Trump’s own Department of Homeland Security “declared the 2020 election the most secure in history,” according to Vox.

  • “Three previous reviews showed no sign of significant fraud or any reason to doubt President Biden’s victory, The New York Times reported.
  • Arizona’s state senators do no have the power to change election results, The Associated Press reported.

Legal snags and security concerns

The Republican-sponsored recount began late last week and immediately met legal challenges and criticism.

On Friday, a judge asked Cyber Ninjas to “turn over its plans and procedures amid concerns about the security of the county’s ballots and voter privacy,” while lawyers for the out-of-state tech company argued that those plans include trade secrets and are protected by “legislative privilege, as it is working on behalf of the state Senate,” reported the Arizona Republic.

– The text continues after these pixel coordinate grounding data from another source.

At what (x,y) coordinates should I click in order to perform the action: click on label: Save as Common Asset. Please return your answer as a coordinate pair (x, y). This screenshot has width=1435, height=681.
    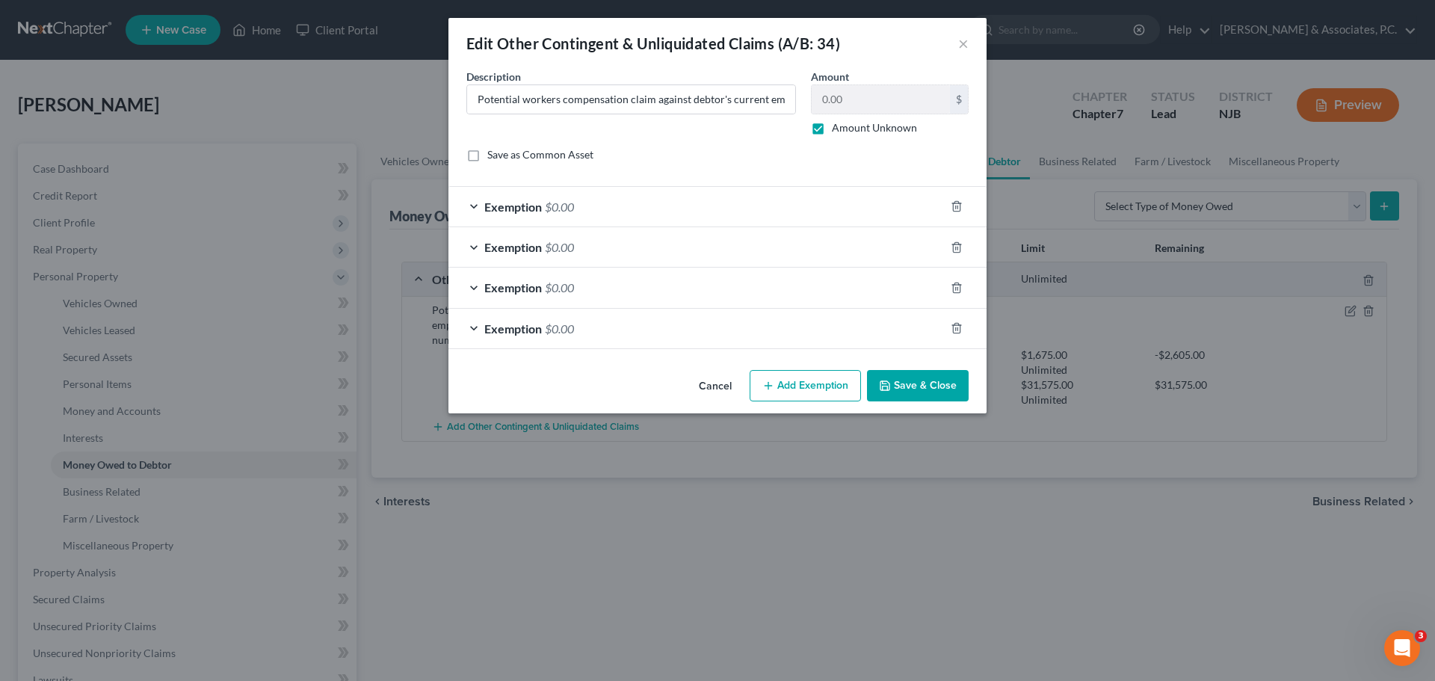
    Looking at the image, I should click on (541, 155).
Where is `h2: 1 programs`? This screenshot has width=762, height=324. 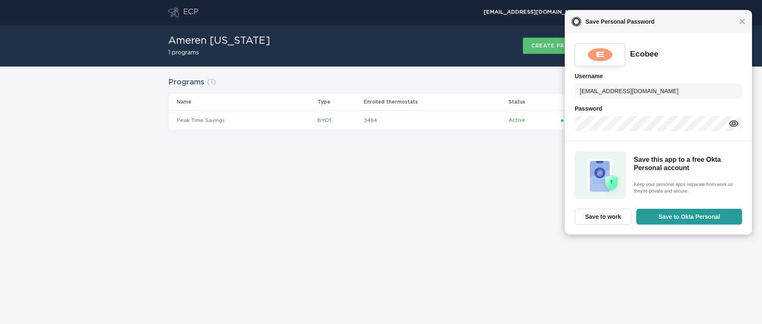 h2: 1 programs is located at coordinates (219, 53).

  • “After a brief pause on Friday ordered by a state court judge, the audit continues without clarity on who will do the counting, what it will cost and who will pay for the process,” The New York Times reported.
  • “The prospect that a court might block voters from seeing how their ballots will be handled during the unprecedented undertaking adds to mounting concerns about its transparency, given that its funders remain a mystery and news briefings were immediately placed on an indefinite hiatus,” according to the Arizona Republic.
  • Cyber Ninja’s lease on a stadium being used as the recount location expires on May 14, reported NPR.

A website — AZAudit.org — is hosting nine live-streaming videos of the recount, but the cameras are not zoomed in and there is no sound. The camera views look similar to that of a security camera’s perspective.

‘Sharpiegate’

On election night, a viral video from Arizona inaccurately claimed that ballots filled out with sharpies weren’t counted, leading protesters to flock to the polling station. The hashtag #sharpiegate went viral in the wake of the misinformation.

  • Maricopa County officials and the U.S. Department of Homeland Security each released statements that using a sharpie wouldn’t void a ballot and that felt-tip pens are recommended because they “provide the fastest-drying ink.”
  • Still, the viral video led to a lawsuit from a Maricopa county voter — supported by a conservative out-of-state legal group — who alleged that her ballot and others had not been counted correctly, according to The Times. The attorneys filing the case later submitted a dismissal.

The numbers

President Joe Biden beat former President Trump in the popular and Electoral College vote, securing his victory by a wide margin of 306 to 232 votes in the November election.

In Arizona, then-candidate Joe Biden narrowly won Maricopa County, receiving 49.4% of the the county’s vote to the incumbent president’s 49.1%, Politico reported. Maricopa, which is the seat of Phoenix, is Arizona’s largest county.

  • Arizona was one of the five Republican strongholds that Biden turned blue in November, according to Politico.
  • Biden’s Arizona victory — with 11 Electoral College votes — did not secure the president’s 2020 win. But Biden also flipped Pennsylvania (20 votes), Georgia (16 votes), Michigan (16 votes) and Wisconsin (10 votes) for a total red-to-blue turn of 73 Electoral College votes, reported Politico.